Insightful new healthcare research from the RAND Corp. emphasizes the growing influence on healthcare spending based on decisions made by the 4 percent of U.S. physicians who work in emergency rooms.
Originally published on MedCityNews.
Insightful new healthcare research from the RAND Corp. emphasizes the growing influence on healthcare spending based on decisions made by the 4 percent of U.S. physicians who work in emergency rooms.
Commissioned by the Emergency Medicine Action Fund, the new analysis proposes that emergency physicians serve as the major decisionmakers for nearly half of all hospital admissions in the U.S. And when the average cost of a hospital stay is 10 times that of an ED visit, that puts those departments in the hot seat for deciding which patients need to be admitted and which can be cared for in other settings.
Office-based physicians are relying more on EDs, too. Using public-access data from five nationally representative surveys, RAND researchers determined that the growth in inpatient hospital admissions between 2003 and 2009 was attributed to a 17 percent rise in unscheduled hospital admissions from EDs. On the other hand, admissions from referrals by an office-based physician dropped 10 percent, suggesting that physicians are directing more patients to the ED instead of directly to the hospital.
“Whereas policymakers and third party payers have largely focused on the cost of ED care relative to treatment in other outpatient settings, the role of EDs in either facilitating or preventing hospital admissions may be a bigger story,” the authors wrote.
So charging higher co-pays or turning away patients from the ED probably isn’t the best way to drive down costs. “Efforts to reduce non-urgent and non-emergency use of emergency departments oversimplify a complex problem, and should instead focus on increasing access to affordable options outside the emergency room,” said Dr. Andy Sama, president of the American College of Emergency Physicians, in a statement.

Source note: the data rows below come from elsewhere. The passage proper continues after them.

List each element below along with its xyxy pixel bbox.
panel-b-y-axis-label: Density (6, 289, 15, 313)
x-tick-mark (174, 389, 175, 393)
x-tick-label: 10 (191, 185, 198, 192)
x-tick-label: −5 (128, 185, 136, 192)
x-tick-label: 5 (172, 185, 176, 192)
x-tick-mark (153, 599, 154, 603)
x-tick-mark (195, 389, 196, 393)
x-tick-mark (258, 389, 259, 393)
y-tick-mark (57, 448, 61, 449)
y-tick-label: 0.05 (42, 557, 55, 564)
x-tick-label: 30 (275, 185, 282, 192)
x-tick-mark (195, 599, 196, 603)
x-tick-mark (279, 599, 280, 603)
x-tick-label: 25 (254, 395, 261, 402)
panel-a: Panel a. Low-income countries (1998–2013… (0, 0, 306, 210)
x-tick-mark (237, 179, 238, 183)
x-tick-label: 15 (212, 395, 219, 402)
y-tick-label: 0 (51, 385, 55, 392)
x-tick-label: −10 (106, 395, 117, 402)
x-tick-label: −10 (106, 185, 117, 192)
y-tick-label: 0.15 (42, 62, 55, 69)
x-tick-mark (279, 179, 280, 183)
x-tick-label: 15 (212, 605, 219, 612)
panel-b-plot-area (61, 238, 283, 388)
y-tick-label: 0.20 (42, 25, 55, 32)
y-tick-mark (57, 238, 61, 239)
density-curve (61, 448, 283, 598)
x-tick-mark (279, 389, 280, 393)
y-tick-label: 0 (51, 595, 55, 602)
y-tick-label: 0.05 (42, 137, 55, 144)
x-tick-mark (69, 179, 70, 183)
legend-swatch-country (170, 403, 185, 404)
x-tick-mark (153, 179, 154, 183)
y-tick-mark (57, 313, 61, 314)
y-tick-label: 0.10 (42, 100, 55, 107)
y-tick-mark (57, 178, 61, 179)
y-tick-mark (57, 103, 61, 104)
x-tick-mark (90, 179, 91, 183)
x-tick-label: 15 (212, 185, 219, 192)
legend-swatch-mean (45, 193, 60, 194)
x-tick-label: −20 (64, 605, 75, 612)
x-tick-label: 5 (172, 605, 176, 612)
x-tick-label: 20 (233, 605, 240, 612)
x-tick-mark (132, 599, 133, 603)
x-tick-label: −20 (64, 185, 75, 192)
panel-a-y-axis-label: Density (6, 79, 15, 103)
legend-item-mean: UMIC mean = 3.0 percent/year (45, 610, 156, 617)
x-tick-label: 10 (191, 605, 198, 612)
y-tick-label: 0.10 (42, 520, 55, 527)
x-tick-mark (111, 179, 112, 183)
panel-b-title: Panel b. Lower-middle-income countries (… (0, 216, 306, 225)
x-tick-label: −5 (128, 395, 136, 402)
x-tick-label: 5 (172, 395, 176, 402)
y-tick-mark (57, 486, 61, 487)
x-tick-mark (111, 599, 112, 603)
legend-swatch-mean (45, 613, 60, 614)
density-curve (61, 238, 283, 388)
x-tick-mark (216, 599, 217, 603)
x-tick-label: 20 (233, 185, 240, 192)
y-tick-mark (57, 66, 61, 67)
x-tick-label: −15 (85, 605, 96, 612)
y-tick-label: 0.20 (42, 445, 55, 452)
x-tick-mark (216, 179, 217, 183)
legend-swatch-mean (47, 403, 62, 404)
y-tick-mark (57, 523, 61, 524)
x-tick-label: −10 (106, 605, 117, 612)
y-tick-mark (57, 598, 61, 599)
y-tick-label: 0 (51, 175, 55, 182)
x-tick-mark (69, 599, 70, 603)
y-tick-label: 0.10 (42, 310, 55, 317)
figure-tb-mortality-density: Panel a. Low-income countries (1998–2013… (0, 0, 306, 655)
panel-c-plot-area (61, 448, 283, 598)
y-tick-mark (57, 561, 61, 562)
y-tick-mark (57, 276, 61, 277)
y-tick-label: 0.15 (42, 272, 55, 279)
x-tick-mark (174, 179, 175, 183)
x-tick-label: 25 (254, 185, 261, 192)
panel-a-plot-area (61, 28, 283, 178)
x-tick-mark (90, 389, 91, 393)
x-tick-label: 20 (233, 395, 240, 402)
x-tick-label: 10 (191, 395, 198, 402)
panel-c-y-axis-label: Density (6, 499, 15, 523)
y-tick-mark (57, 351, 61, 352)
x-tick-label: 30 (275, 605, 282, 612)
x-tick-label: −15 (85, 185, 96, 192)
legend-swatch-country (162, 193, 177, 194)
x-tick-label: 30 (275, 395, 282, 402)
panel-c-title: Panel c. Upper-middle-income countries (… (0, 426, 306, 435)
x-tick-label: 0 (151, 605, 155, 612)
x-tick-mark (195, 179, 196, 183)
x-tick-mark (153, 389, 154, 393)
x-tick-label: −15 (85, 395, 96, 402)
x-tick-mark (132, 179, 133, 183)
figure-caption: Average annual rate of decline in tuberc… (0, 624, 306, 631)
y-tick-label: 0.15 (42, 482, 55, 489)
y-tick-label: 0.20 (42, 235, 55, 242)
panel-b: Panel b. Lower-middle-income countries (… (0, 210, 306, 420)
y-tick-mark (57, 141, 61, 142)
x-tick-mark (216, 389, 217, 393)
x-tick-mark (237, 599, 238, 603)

Other stakeholders seem to be catching on to that, too. St. Luke’s Hospital in Iowa used a $50,000 grant from Transamerica to launch a popular Emergency Department Consistent Care Program that helps connect frequent ER visitors with primary care providers and coordinate visits with other health professionals. After one year, people who visited the ER 12 or more times in a year reduced their ER visits more than 60 percent.
Many payers take similar strategies. Optum Health, for example, has a decision support solution that engages with patients after every emergency room visit, to reinforce the primary care provider relationship, educate ER users on alternatives and refer them to health management programs.
“Policymakers, third party payers, and the public should be aware of the various ways EDs meet the health care needs of the communities they serve and support the efforts of ED providers to more effectively integrate ED operations into both inpatient and outpatient care,” the authors concluded.